The Hidden Life of Isabel Coixet: The Filmmaker Presents Her ‘Collages’ to the Public

Isabel Coixet has been showcasing her artistic work—26 films—for over 30 years around the world. From Venice to Berlin, passing through Cannes and Barcelona. However, this Monday, she traded the cinema halls she frequents for a museum, the Thyssen in Madrid. Guillermo Solana, the museum’s artistic director, accompanied her to present, careful not to share any “spoiler,” the “secret work of Isabel Coixet.” It is not a film; rather, it is a series of collages that the creator of The Secret Life of Words or My Life Without You has been creating for over a decade, now presented to the public for the first time in an exhibition as part of PHotoEspaña 2025. “They are all [collages] very intriguing, and knowing who created them amplifies the intrigue: we want to know their relationship with their films,” summarizes Solana, the main attraction of the exhibition titled Learning in Disobedience, open until September 14.

This is a selection of 50 works (many more exist but are not displayed) that combine magazine clippings, “the bag from a photo booth or a semi-erotic novel from the ’70s,” explains the artist, presented in a variety of supports and techniques ranging from digital formats to canvas, foam board, paper, and tablex, most dated between 2021 and 2024. “I started without thinking about anything at all, just because I like to accumulate things. My spirit animal is the crow or the magpie, and I enjoy collecting absolutely absurd items,” the filmmaker justifies. Her obsession translates into a series of “elements from many eras, very disparate, coexisting in the same space and resignifying objects.” All accompanied by a literary component, a small phrase in different languages—sometimes so small that one must strain their eyes to read it—that often titles the work and gives it meaning.

It is almost impossible to find visual or aesthetic references in the collages that relate to scenes or scripts from Coixet’s films. Aside from “a couple of phrases” that she has used in two of her films, this is a distinct universe, a parallel creation, and as the title of the exhibition aptly explains, it embodies liberation and disobedience. “One of the good things about collage is that you can make mistakes. There is something very liberating about breaking that 25-millimeter objective. I have spent my entire life dedicated to a profession where making mistakes can be very costly, and with collage, it’s easy to toss everything in the trash and start over,” the filmmaker shares. Although she admits, “The baggage I carry behind the camera is probably the same I carry when I do other things.”

Historian Estrella de Diego, curator of the exhibition, delves into the idea: “This does not mean one is related to the other, because one is something very tactile and the other is not, but beyond the purely objective and technical, there is something in her way of seeing [Coixet’s]. She is able to take everyday things and completely displace them from their original context. And I believe that there, indeed, a coherence forms in her work.” It is also, of course, an exercise in memory, and a different way to enter the creator’s life. “We are all walking anachronisms, but we do what we can to disguise it. The person we were remains within us, and that coexistence between the six-year-old girl who hated crafts, the teenager who hated everything in general, and the older woman who hates everything still coexist,” Coixet shares.

'My homework is to practice civil disobedience' (2024), by Isabel Coixet.

The Thyssen dedicates the last of the rooms on the first floor, a small cornered space that fits—due to the small format of the works—about fifty collages. “One of the things I like most about this exhibition is the room. This place [the museum] is like a three-star Michelin restaurant. We already know the dishes. I am there after dessert, right? That which they give you and you no longer eat,” Coixet jokes. “I feel like an imposter, but I am someone who feels comfortable feeling like an imposter,” she concludes. Although she continues to primarily focus on cinema, currently immersed in the editing of her latest film, the collages she presents, along with many more left in her studio, are the result of those moments of disconnection—“being six hours on a train and not wanting to look at my phone,” she says—yet they remain another way to do what she does best: tell stories. And as de Diego explains in the exhibition’s information, in cinema or art, “the best-told stories are those constructed in fragments.”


* **About this exercise**:
Below are the records; copy each line in which "circle" occurs.

* **Material provided**:
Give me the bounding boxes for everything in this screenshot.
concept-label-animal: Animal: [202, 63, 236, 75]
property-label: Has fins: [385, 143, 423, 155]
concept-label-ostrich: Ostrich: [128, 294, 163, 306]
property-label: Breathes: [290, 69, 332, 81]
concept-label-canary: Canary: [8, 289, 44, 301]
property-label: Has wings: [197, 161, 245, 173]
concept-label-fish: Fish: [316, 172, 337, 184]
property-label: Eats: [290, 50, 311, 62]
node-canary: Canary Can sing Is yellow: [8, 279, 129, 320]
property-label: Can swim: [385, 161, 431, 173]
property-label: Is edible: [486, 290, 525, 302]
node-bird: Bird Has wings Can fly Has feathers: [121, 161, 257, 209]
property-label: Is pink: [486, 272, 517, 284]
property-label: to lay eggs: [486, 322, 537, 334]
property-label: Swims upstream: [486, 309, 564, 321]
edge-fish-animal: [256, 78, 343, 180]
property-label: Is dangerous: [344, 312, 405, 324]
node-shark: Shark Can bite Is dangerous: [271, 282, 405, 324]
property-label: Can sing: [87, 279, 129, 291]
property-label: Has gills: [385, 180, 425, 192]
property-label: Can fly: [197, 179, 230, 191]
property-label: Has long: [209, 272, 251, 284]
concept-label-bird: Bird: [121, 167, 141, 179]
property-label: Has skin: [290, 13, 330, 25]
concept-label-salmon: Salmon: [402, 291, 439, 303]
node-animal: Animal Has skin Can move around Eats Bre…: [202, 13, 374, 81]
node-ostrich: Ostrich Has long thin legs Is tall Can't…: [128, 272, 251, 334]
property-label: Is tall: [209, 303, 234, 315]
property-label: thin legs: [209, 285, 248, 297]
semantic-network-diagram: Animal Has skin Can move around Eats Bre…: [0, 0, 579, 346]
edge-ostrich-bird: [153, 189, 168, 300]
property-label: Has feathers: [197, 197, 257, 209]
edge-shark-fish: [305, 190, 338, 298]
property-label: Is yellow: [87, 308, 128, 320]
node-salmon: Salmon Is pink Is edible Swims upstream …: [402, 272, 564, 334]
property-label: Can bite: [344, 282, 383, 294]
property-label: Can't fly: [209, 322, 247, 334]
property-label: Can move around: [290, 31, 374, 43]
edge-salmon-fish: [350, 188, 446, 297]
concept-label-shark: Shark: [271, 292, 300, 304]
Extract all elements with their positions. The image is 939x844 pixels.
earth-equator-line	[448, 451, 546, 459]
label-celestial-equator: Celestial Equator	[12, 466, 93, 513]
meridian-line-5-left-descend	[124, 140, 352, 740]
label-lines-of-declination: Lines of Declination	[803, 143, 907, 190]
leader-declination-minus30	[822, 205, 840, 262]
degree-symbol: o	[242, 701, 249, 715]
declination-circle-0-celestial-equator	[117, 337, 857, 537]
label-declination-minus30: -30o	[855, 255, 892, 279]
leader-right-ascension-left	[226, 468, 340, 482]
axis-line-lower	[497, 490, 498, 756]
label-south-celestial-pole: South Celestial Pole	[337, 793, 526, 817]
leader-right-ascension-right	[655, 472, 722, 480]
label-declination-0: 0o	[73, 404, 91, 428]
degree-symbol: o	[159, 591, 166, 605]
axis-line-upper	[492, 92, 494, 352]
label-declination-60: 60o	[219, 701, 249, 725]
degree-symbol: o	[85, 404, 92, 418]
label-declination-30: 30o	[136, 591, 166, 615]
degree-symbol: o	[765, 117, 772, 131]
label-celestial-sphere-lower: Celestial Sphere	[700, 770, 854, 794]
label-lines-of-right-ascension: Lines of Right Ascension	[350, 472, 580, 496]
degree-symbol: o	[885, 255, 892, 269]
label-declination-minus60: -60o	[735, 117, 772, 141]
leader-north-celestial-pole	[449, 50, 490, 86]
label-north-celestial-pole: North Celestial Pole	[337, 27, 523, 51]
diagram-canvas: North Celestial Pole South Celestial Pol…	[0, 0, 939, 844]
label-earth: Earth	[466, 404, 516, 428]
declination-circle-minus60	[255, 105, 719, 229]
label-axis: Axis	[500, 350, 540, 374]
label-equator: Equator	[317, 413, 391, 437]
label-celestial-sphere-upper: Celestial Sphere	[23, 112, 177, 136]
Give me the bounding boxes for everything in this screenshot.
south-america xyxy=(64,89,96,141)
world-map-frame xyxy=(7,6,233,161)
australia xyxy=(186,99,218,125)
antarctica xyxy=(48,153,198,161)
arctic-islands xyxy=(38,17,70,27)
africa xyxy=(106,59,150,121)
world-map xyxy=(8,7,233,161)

* **Result of this exercise**:
declination-circle-0-celestial-equator	[117, 337, 857, 537]
declination-circle-minus60	[255, 105, 719, 229]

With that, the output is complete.